Human consciousness must of necessity be at the same time self-consciousness because it is a consciousness which thinks. For when thinking contemplates its own activity, it makes its own essential being, as subject, into a thing, as object.”


What we mean to say here, is that consciousness creates both the material world, and the egoic world. Seen from this Perspective, our mundane sensations may be magnified and transformed into radiant heavenly energies, which resonate with both the lower and the higher consciousness levels simultaneously. Indeed, the new covenant, which includes the promise of a better life, was a change in Perspective for humanity from the rational to the spiritual, the essence of the spiritual being LOVE. The new covenant is a message of love brought to a cold and loveless world. Reaching out of themselves, grasping the connectedness between themselves and others, Man sought this love through acts of will. The Age of Rationality always worked to separate man from man by enabling him to make distinctions, distinctions emphasizing separateness. The Age of Grace has taught us that this separateness, this isolation, is healed by Love—Love made available to us through grace, NOT WILL. Distinctionless, bottomless, unconditional love is the impersonal force that forges a pathway to God.

Going on:

Hebrews 8:10
“10 This is the covenant I will make with the house of Israel after that time, declares the Lord. I will put my laws in their minds and write them on their hearts. I will be their God, and they will be my people.”
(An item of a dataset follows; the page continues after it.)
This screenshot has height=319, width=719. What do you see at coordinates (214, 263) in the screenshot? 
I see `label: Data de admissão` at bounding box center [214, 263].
“I will put the new laws in their minds and write them on their hearts.” This is an interesting expression. To write the new laws of spirituality on the heart is definitely a new age expression. It also brings the mediator into the spotlight again, because the mediator’s main medium of expression is the heart. The higher spiritual truths are only understood in the language of the heart.

Going on:

Hebrews 8:11-13
“11 No longer will a man teach his neighbor, or a man his brother, saying, 'Know the Lord,' because they will all know me, from the least of them to the greatest. 
12 For I will forgive their wickedness and will remember their sins no more." 
13 By calling this covenant "new," he has made the first one obsolete; and what is obsolete and aging will soon disappear.”

The Eighth Chapter of Hebrews describes and prophesies the New Covenant—everything new, everything different. All of the properties of the New Covenant, so described, reside in the abstract—everything real refers to spiritual reality: The New Covenant, the True Tabernacle, the Change of the Priesthood, the Oath of God, and Patterns of Heavenly Forms. It is such a glorious message of Hope that it sort of helps to put yourself back in the days of Paul and imagine what this message would feel like to those who were hearing it for the very first time. Then we ought to really feel the newness of spiritual experience, as each anomalous now parades us through the halls of time where, at the end of the tunnel, we meet Jesus.

Let us pray: Jesus, thank you for this message of hope and for the newness of life contained in every moment we spend with You. Amen.